Isobel, hurtfully rejected by Nat, and the fabric of the town itself, moves far north of Salem to protect herself and her daughter. It’s years later when The Scarlet Letter is published and brought to Isobel’s attention that she recognizes herself as Hester. But Nat’s story doesn’t tell her story, nor all of the story. He has stitched a secret into a story that only a few will recognize, but through this, their daughter will learn the truth. Isobel breaks the cycle of secret-keeping and readers rejoice.

This new narrative, Hester, contains multitudes! It is an exquisite, powerful tale of resilience, beauty, and the importance of transparency not to be missed.

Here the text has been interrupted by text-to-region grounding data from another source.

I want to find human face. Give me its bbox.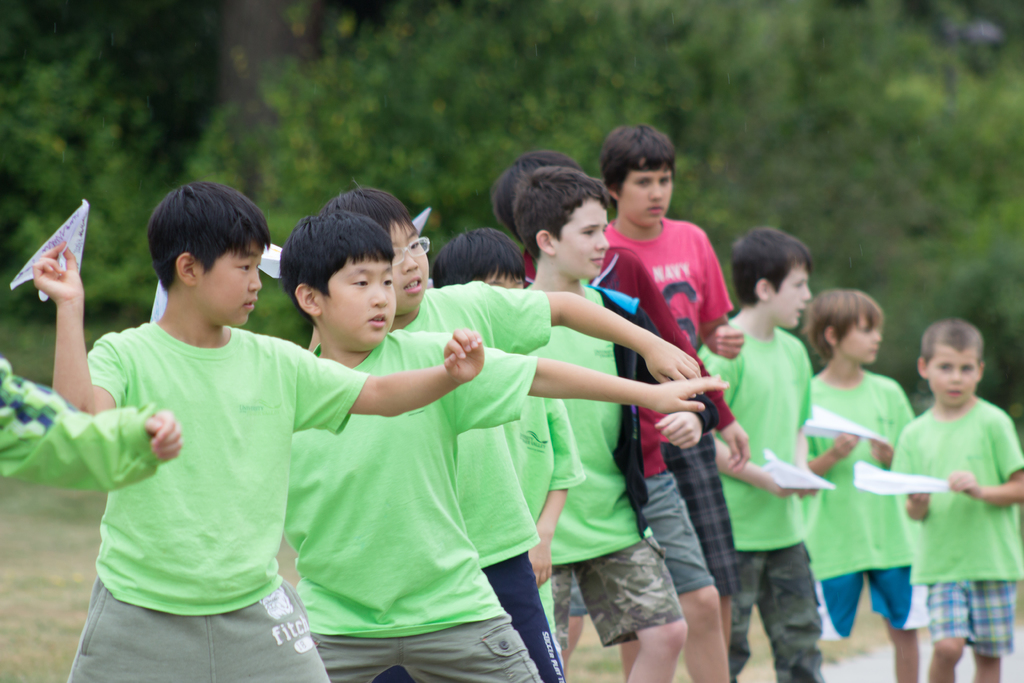
625/159/673/226.
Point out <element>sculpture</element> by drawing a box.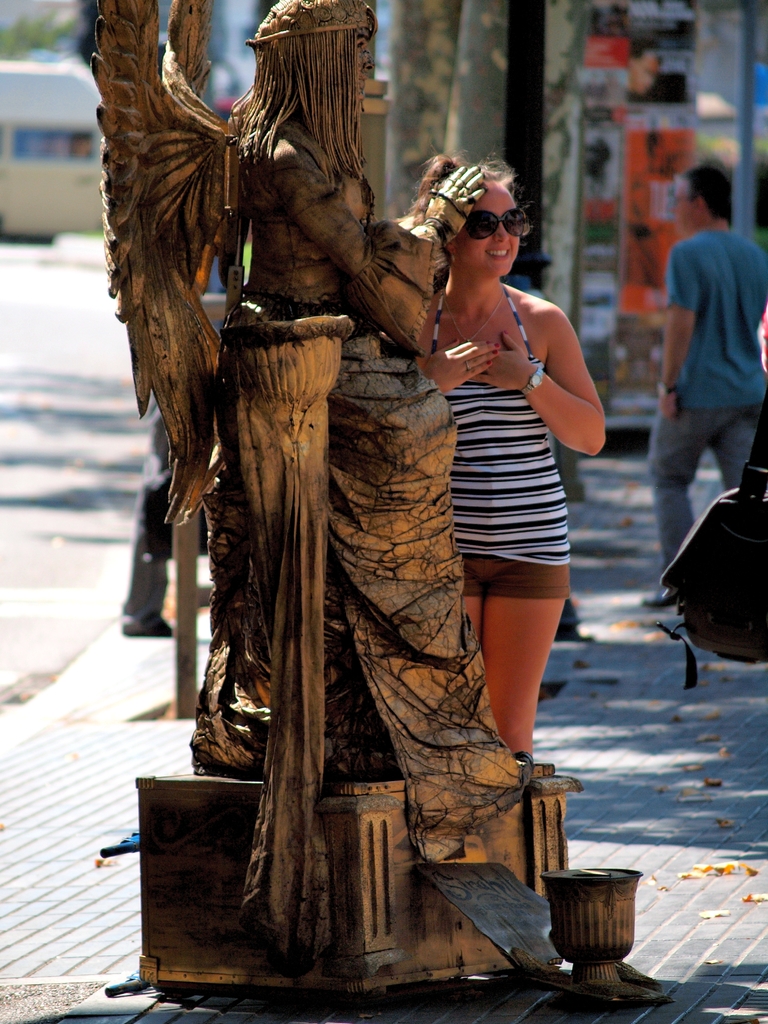
box=[79, 0, 541, 977].
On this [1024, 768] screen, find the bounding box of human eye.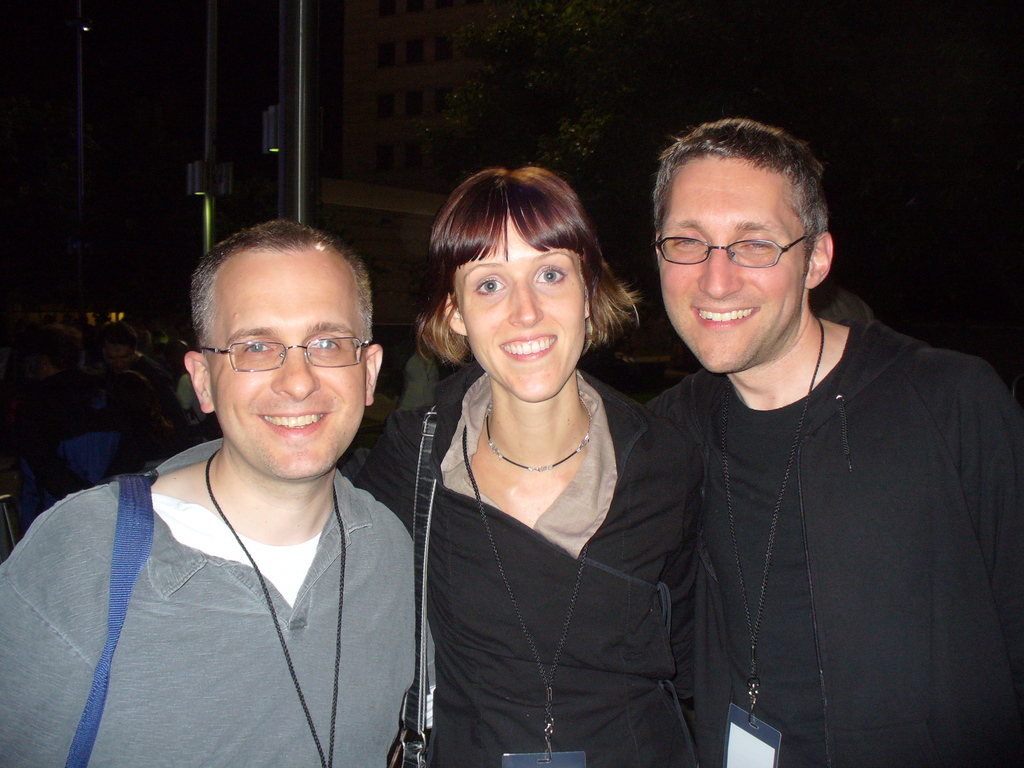
Bounding box: left=473, top=276, right=510, bottom=298.
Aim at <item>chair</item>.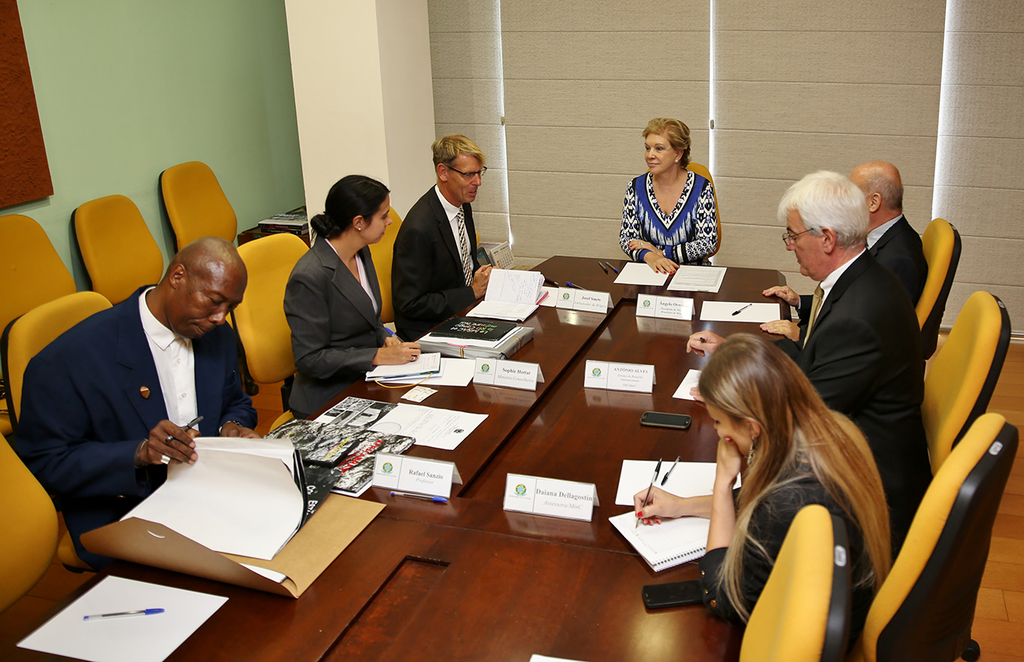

In her Notes and Acknowledgments at the end of the book, Albanese explains that The Scarlet Letter is the only novel of Hawthorne’s not known to be based on an actual experience:

“Hawthorne was a secretive man who burned many of his letters, papers, and journals. He published only five novels in his lifetime all but The Scarlett Letter spring from a known inspiration”(318).

This has spurred many to wonder if this novel too is based on some sort of experience. Perhaps writing The Scarlet Letter was a way for Hawthorne to relieve some guilt, share a secret in a veiled way? If so, what was this experience and who were the players? Hester provides one well-researched and beautifully crafted possibility.

Albanese says of the original Hester in Hawthorne’s classic,

“I understood that while Hester could not escape her past or her fate, she could harness her power by summoning the strength of her creative fortitude”

and then adds,

“I gave that creative fortitude to my character Isobel Gamble”(317).

I add that Albanese has demonstrated her own creative fortitude by penning this companion novel, Hester.

Laurie Lico Albanese is a Nasty Woman Writer.

© Maria Dintino 2023

Works Cited

Albanese, Laurie Lico. “Behind One of the Most Famous Faces in Art.” Lit Hub, 24 Feb 2017, https://lithub.com/behind-one-of-the-most-famous-faces-in-art/.

Albanese, Laurie Lico. Hester: A Novel. St. Martin’s Press, 2022.